Babs, G&K, Prince, Continents, Standard speed, turn 284. BPT is now 420 (due to shifting to work specialists), but culture is 50 cpt, and your finances are pitiful (32 gold and 0 gpt.
You've settled 10 cities, but they are all undersized -- capital is 11 (34 turns to next citizen), Akkad is 10, and the rest range from 4 to 9, and growing slowly or stagnated. Babylon has two academies planted on flood plains tiles, but other flood plains and other farmable tiles are unimproved. You also have very poor production in your capital (17 hammers), with unimproved forests that could either have lumbermills or be chopped for production and then farmed.
In fact, you only have 4 workers in your entire empire, and 3 of them are asleep. You have needed more workers for ages, and you need to work the workers you have. Tile improvements (other than roads) cost no maintenance, and your citizens should not be working unimproved tiles--that is borderline criminal neglect of your empire's subjects.

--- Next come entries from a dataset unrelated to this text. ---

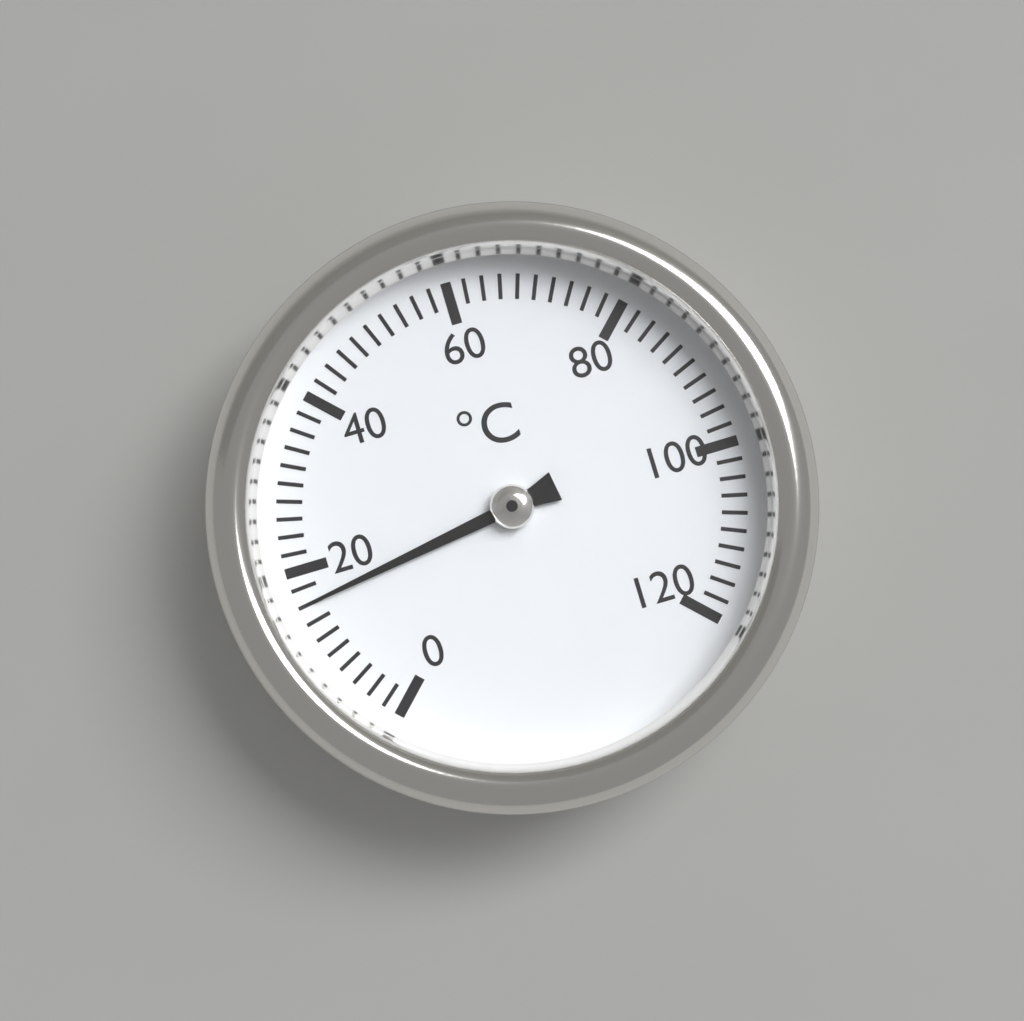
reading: 16 °C
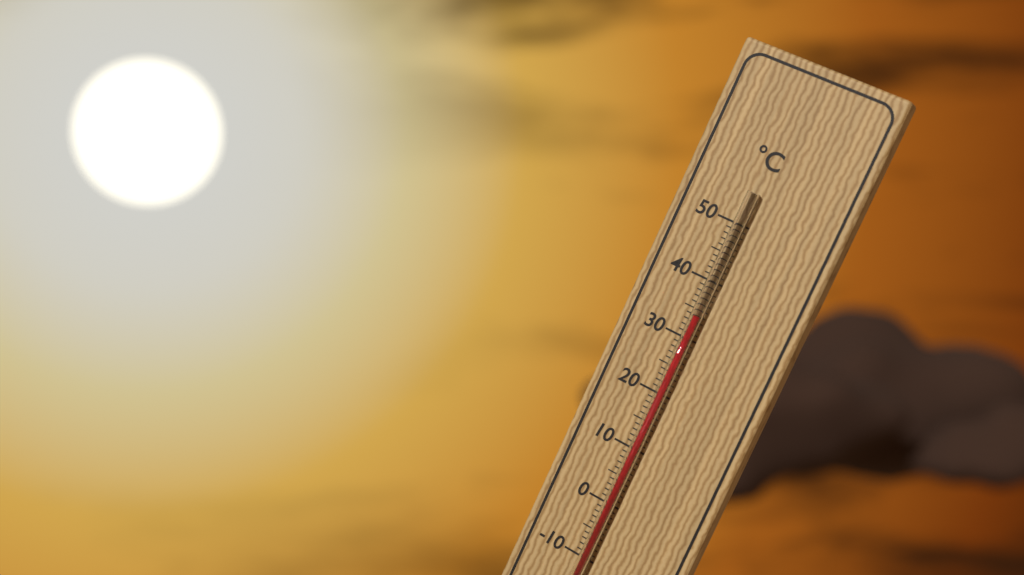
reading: 34 °C
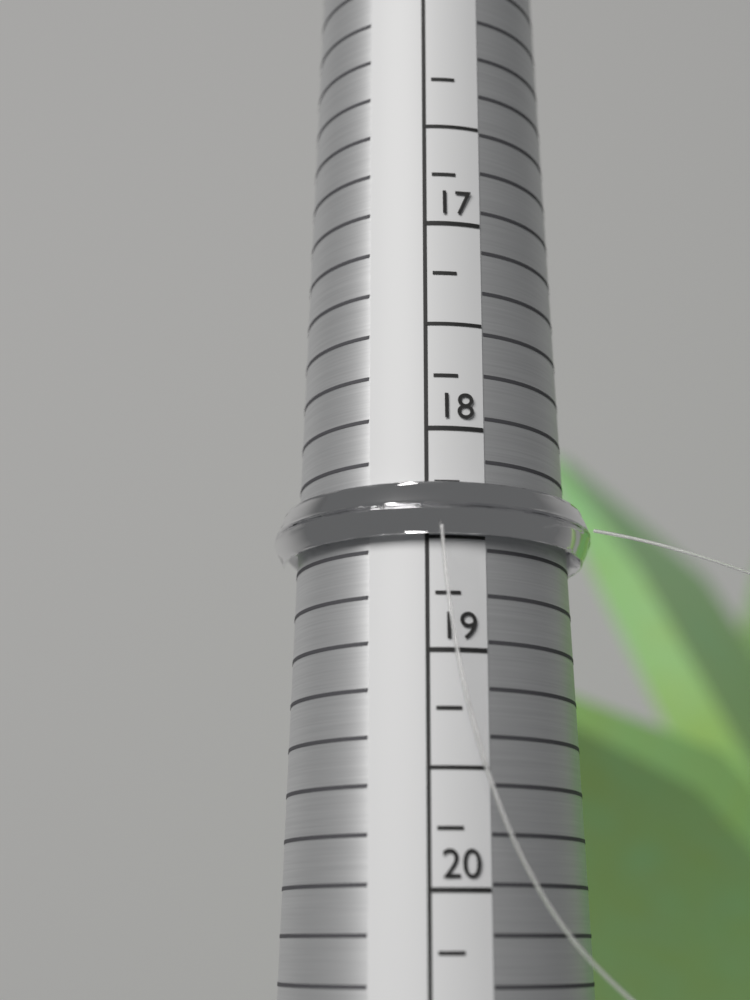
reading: 18.50 (no unit)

On military, you have 16 crossbows, 1 upgradeable composite bow, a musketman, 2 longswords, a pike and two spearmen -- on Prince. Why? Your deal history shows no peace treaties and you aren't at war with anyone, so why have you invested so much in military. That said, you haven't put any boats in the water, so you haven't fully explored the coastline of your own continent and know nothing about the 4 civs on the other continent. You've only met 7 CSs, so half or more of the CSs out there are strangers to you. You've had Astronomy for a while; spit out a couple of caravels and see the world.
Social policies are also a bit confusing. You took Liberty, which makes sense for a wide empire, and then a couple of points in Commerce, which is OK but not great (some points in Patronage would have helped you ally some maritime CSs for food and cultural CSs for culture), and then opened Rationalism (good), but then went down the right side of Rationalism (Humanism and Sovereignty), rather than the left side (the side with the ... um ... actual science contribution). For a science game, left side of Rationalism! (Frankly for a diplomatic or domination game, left side of Rationalism also.) And, because your culture rate is low, it's 29 turns to your next policy, so it will be a long slog to get your policy choices on the right track.

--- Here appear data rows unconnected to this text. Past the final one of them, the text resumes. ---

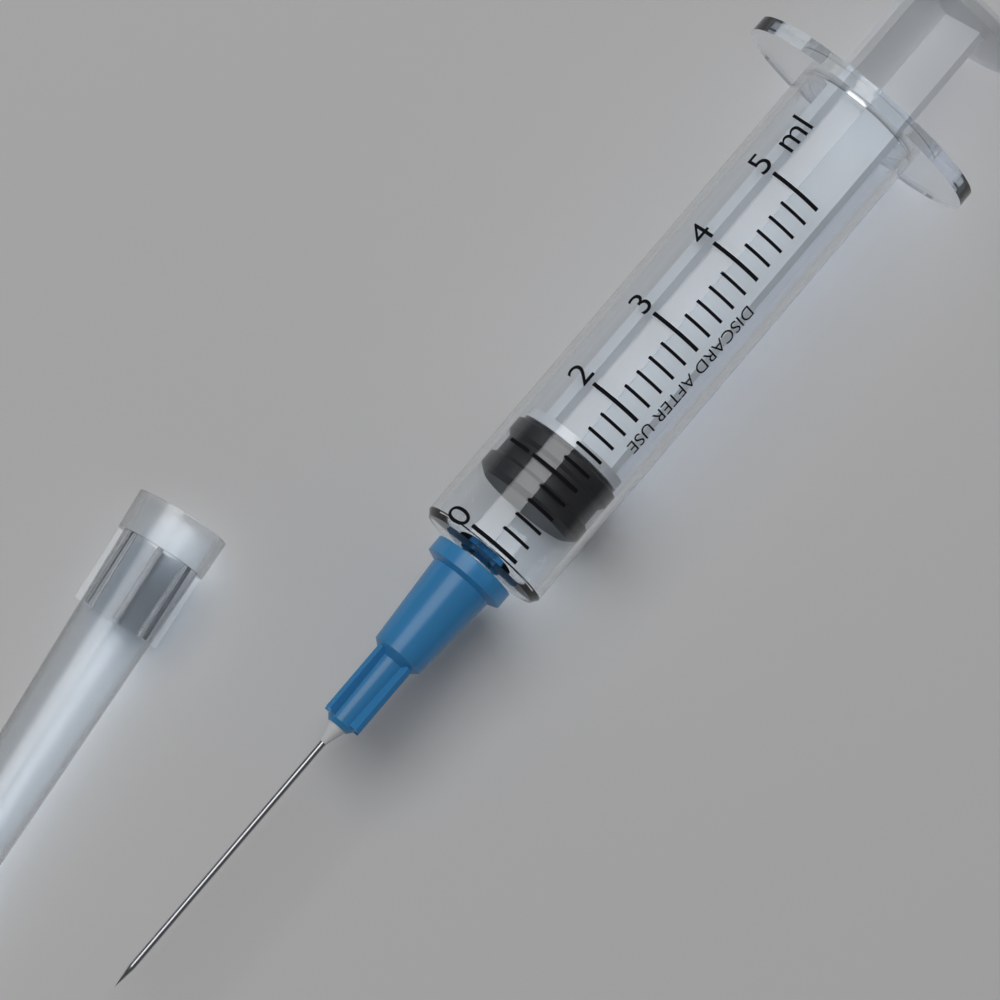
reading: 0.6 ml
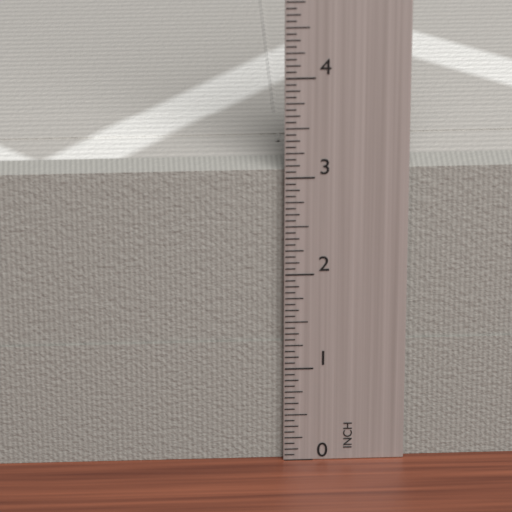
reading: 3.0625 in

On wonders, you've been reasonably restrained, but Colossus in a city with only one sea resource tile was a questionable choice -- probably would have been a better use for those hammers. Same goes for Natinal Treasury in your capital -- you have more important things to build there, like a granary, aqueduct and garden In fact, none of your cities have granaries or aqueducts, but they all have walls. Given how peaceful things are, walls should not have had priority over granaries and aqueducts.
By working most of your specialists, you are now up to 420 beakers per turn, which is light for the late 200s. It's undoubtedly better than where you were not long ago, but not as good as it would be with the left side Rationalism policies. Still, your cities can't grow, so you are likely to stagnate at this level as your enemies pick up steam.

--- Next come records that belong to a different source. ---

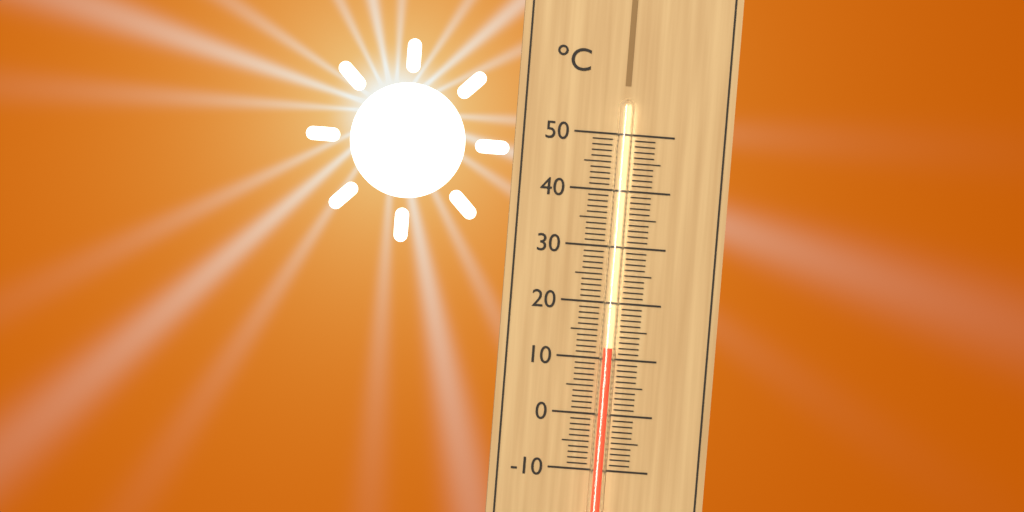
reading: 12 °C
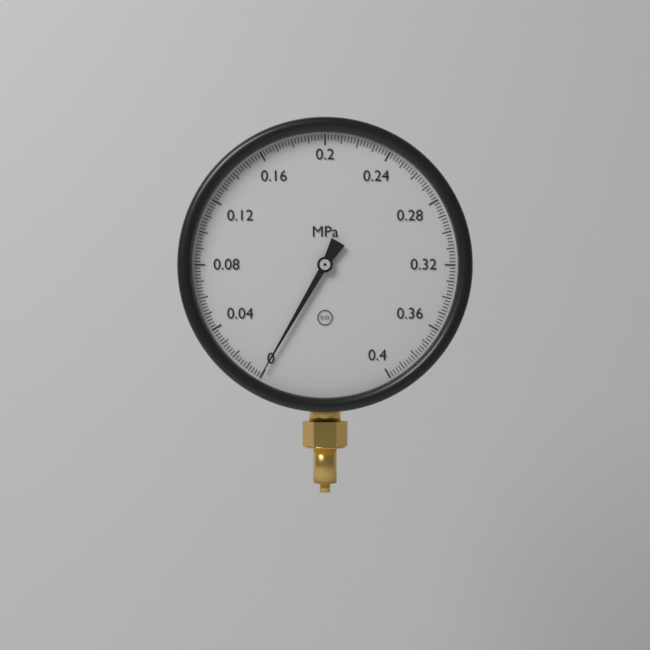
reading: 0.000 MPa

And your competition is racing ahead. On this continent, Germany now has 17-18 cities, and has taken over the tech lead. Hmmm, maybe your army will come in for some use.
I think you need to get your workers farming up a storm (spit out a few more to help) and focus non city growth (granaries ASAP, and Fertilizer may be your best next tech - 5 turns).
I think I'm going to play your save forward a bit and then report back (with spoiler tags).